Leave out the pictures and copy every record exactly.

[Extracted data entries]
Start of Block

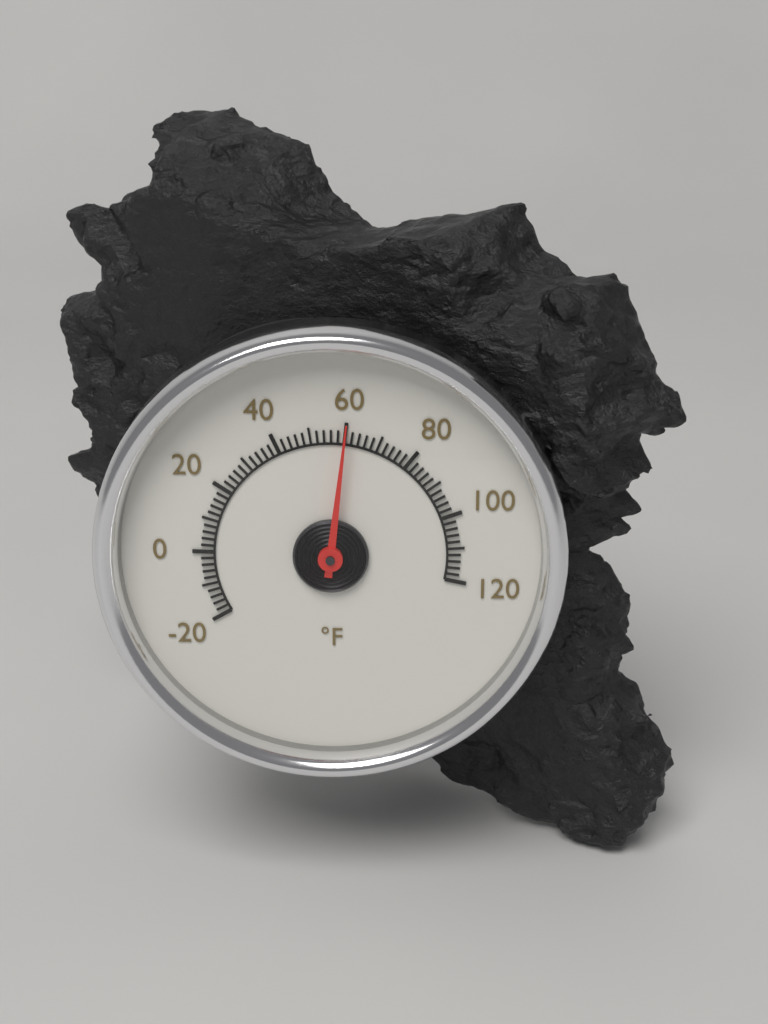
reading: 60 °F
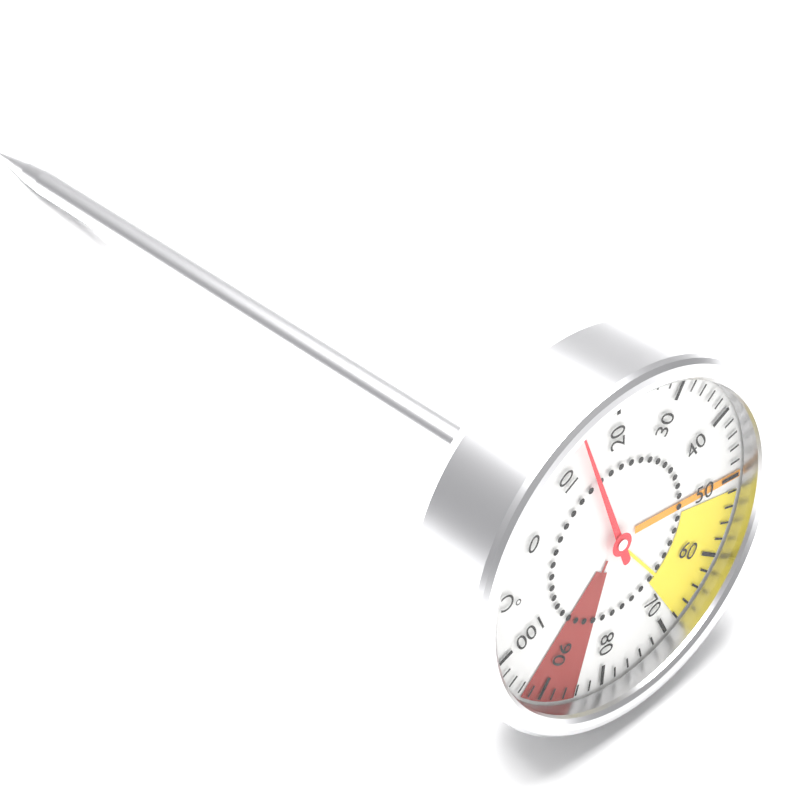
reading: 14 °C
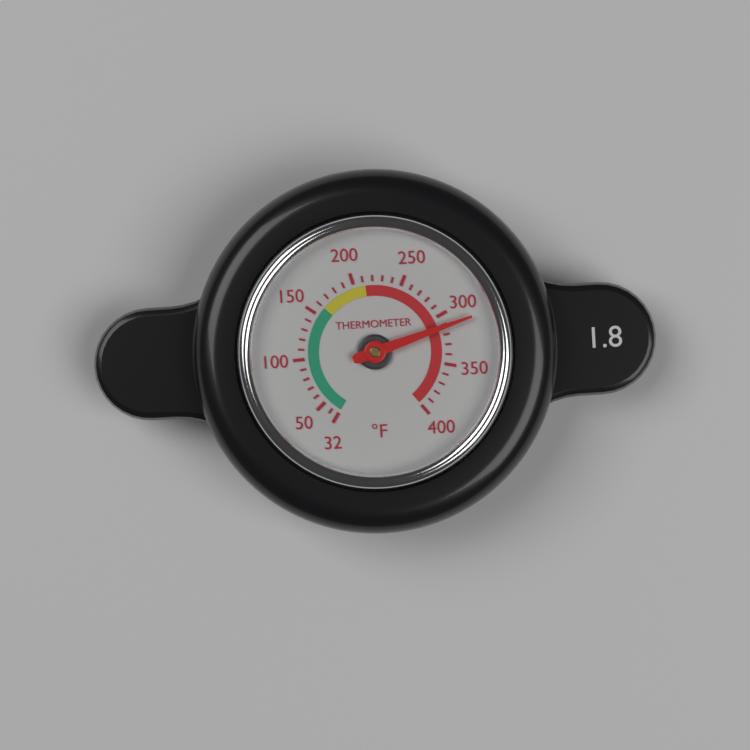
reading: 312 °F
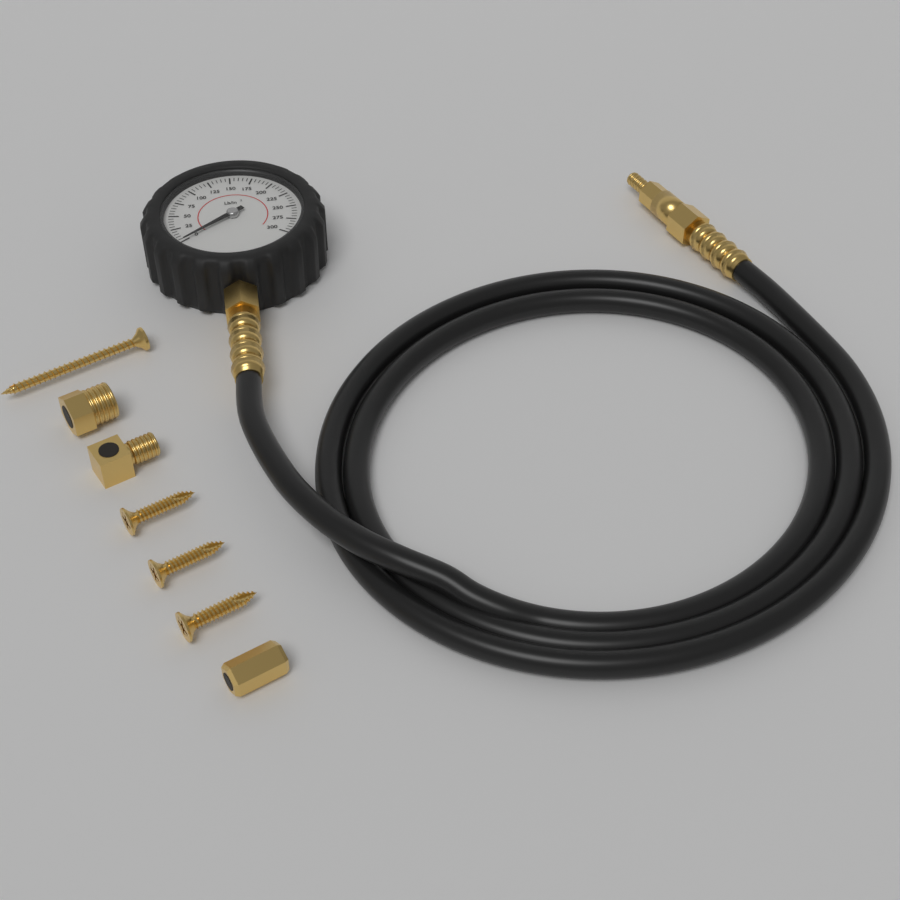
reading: 0 psi
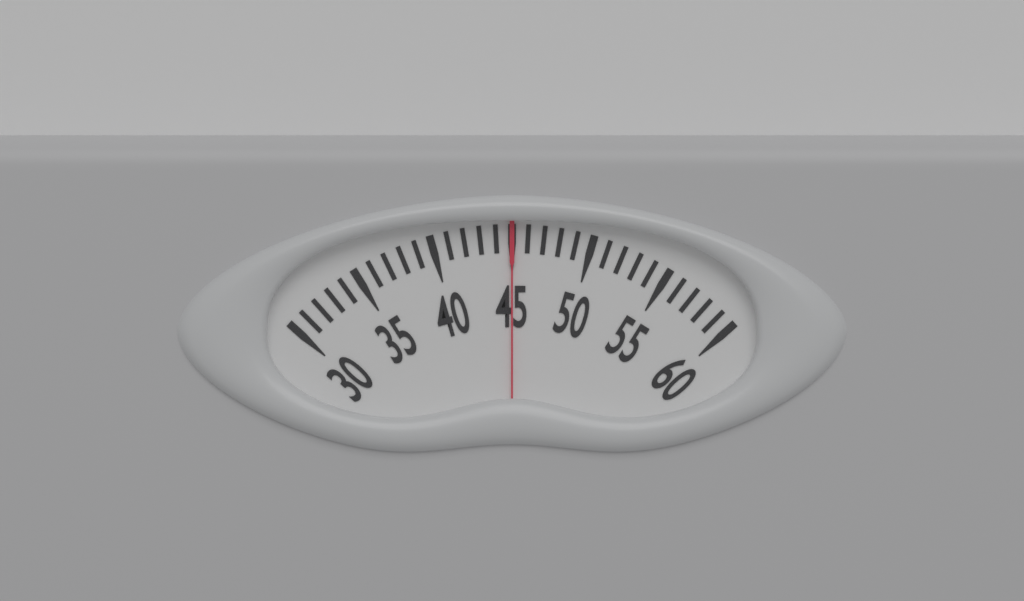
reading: 45 (no unit)
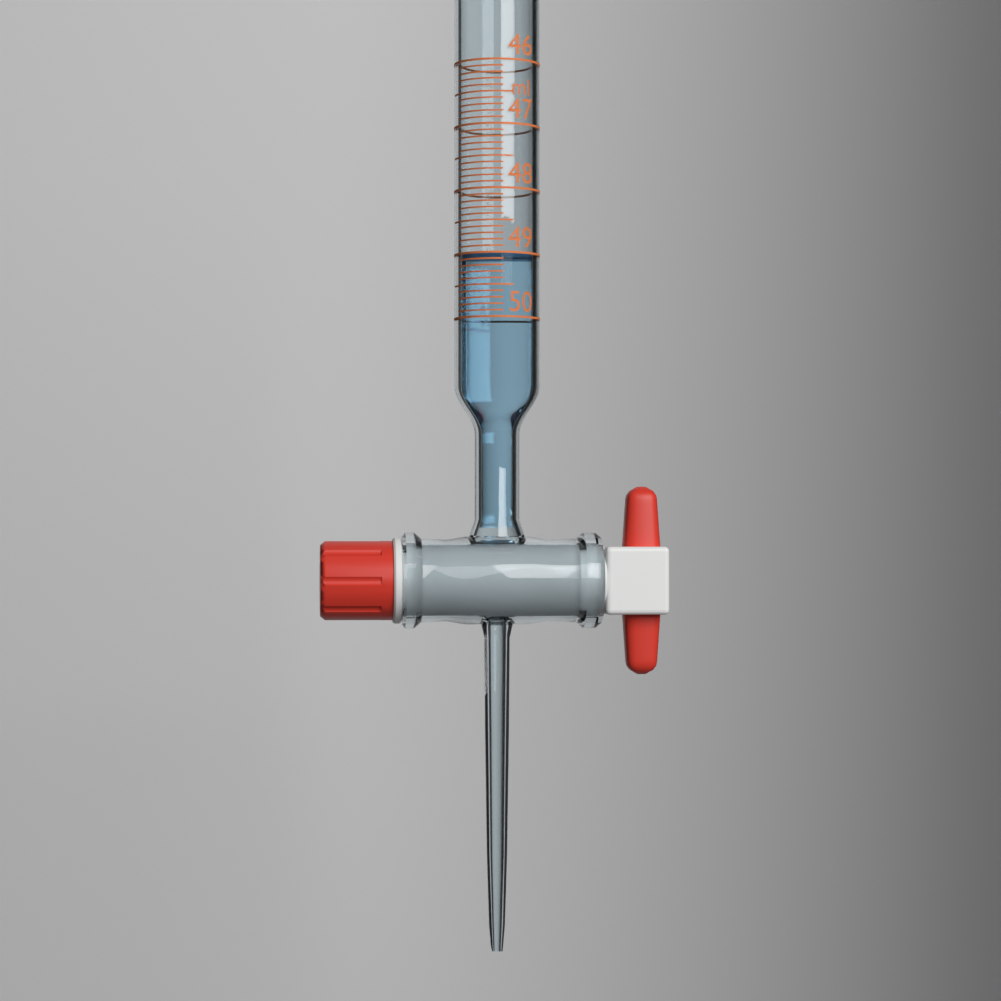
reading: 49.0 ml
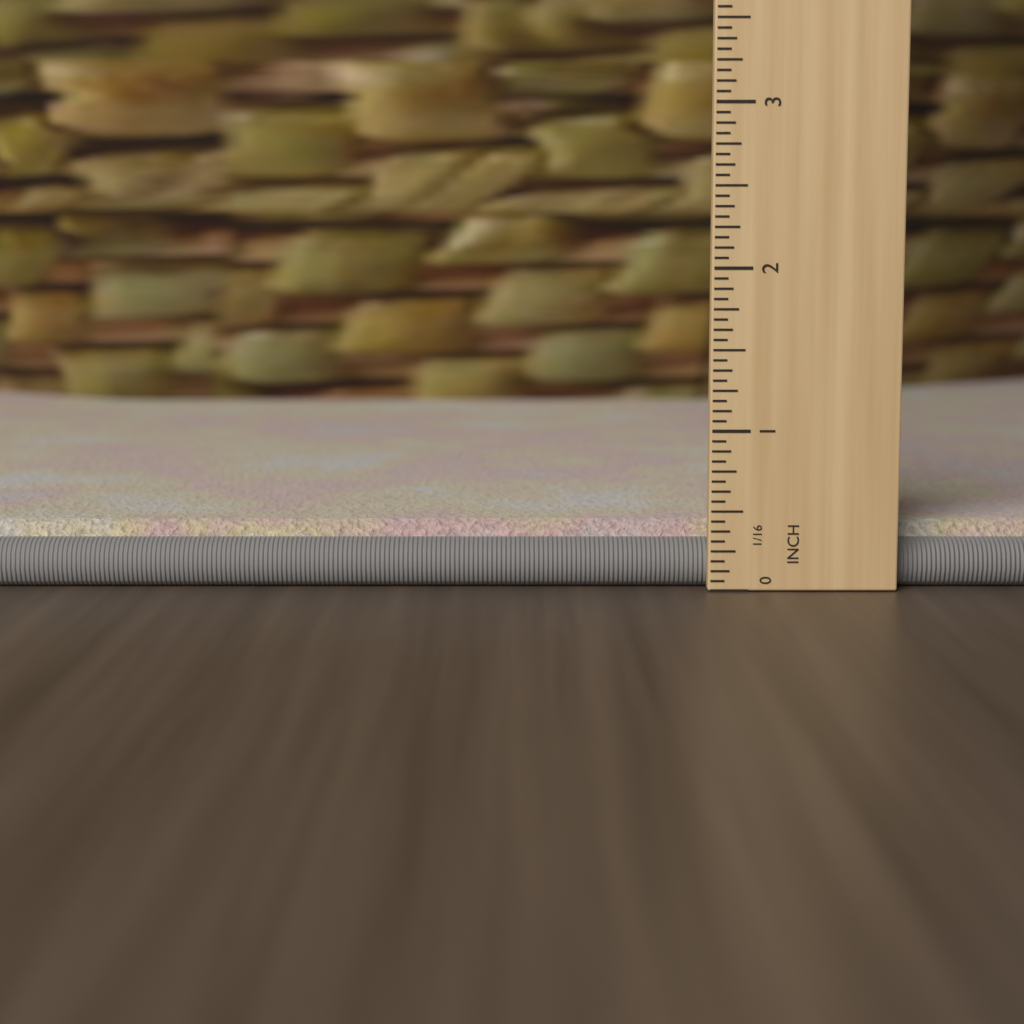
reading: 0.4000 in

End of Block

__ANSWER SPACE__:
reading: 60 °F
reading: 14 °C
reading: 312 °F
reading: 0 psi
reading: 45 (no unit)
reading: 49.0 ml
reading: 0.4000 in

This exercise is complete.